Take the example of an individual employed at an emerging high tech company in the Digital Resource Management (DRM) application space. Having experienced recent distinguished successes, the employee roster has grown from five people only three years ago working in a local office, to over one hundred working worldwide in every time zone. In the early years, positive progress was common, easily repeatable, and expected, as competition was fairly light. Because successes were easy to recognize and achieve the expectation of always reporting success was soon recognized as a corporate standard.

As the application matured and grew in complexity, there were more factors to account for in coding and testing, thus making it more difficult to determine and report positive progress. In this workplace, there is a condition that can only be described as behavior of "The Three Monkeys". For the uninitiated, The Three Monkeys is a reference to a common Japanese legend depicted by three monkeys in which one is covering it's eyes, another it's mouth, and the last covering it's ears. The usual understandings of the poses are: "See no evil, speak no evil, and hear no evil". The basis of the legend stems from the Koshin belief of everyone has three monkeys which refuse to speak the misdeeds of their owner. In this modern instance, the behavior can be described as "I will not speak if I have negative results to report" An example of this would be, if a person had to make a report of a project not progressing as expected, they would do their level best not to say anything. Even in the circumstance of if the report were to be neutral, the subject would still be reluctant to make the report. Only in the event of being able to produce a positive report, would they feel comfortable reporting status. The subjects studied were actually observed planning a series of "ghost" lunches in order to avoid being able to be scheduled into a meeting where they would have no choice to report negative status.

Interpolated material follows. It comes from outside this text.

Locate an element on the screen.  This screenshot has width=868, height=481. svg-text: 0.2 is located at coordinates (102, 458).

There is a noted atmosphere of ensuring positive outcomes regardless if the outcome was a stated objective. In other words, if the team were focused on creating a specific application, and for whatever reason had not made appropriate progress, the team lead would chose not to report on the progress, but instead would insist on reporting positive progress on another similar, but unrelated project, even if they were not supposed to working on the similar project. This unspoken tribal law of "speak of good, not bad” permeates the entire organization at every level. This theory of operation comes from surveying the subjects behavior over the past eleven months, following their individual progress (in the form of daily status reports), and comparing the weekly reports, which are supposed to summarize past weekly activity. The behavior is so pervasive, even in the circumstance where this condition was brought up in a departmental meeting, the subject still insisted on delivering the incorrect positive information, rather than what was written in the daily reports.

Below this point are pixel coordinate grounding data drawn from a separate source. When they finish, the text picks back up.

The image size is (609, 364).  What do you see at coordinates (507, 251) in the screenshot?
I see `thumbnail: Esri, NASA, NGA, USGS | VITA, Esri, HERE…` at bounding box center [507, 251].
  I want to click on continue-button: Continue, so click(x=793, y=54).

The negative business outcomes resulting from this behavior are people being required to work unexpected extra shifts or project timelines being stretched due to "unforeseen" issues appearing near project end. This is turn causes employees trust in project reports (and the managers who gather them) to decline, which goes further to make people question the ability of the company to operate in a fiscally responsible manner. The faith placed in the company processes to produce applications is shaken from the employee to the end-user.

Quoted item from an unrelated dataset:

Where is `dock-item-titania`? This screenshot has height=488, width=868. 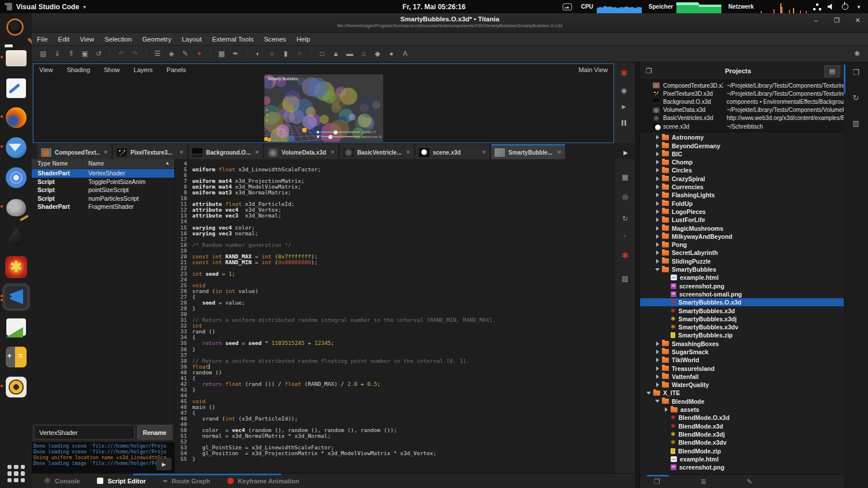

When first exposed to this conduct with earlier companies, it was thought this behavior was an abnormality, a misperception on behalf of the author, further observation (and job opportunities with other companies) proved the facts otherwise. In the normal role of a single department manager (Software Quality Assurance), only having insight to one perspective of a multi-department effort, this perception could easily have been arrived at mistakenly. However, as the authority to govern other departments (Engineering and Customer Care) was granted to the individual, it was noted through documented reports the noted behavior was accurate, and not subject to misinterpretation. The status being reported in the weekly summaries did not reflect the status noted in the daily reports.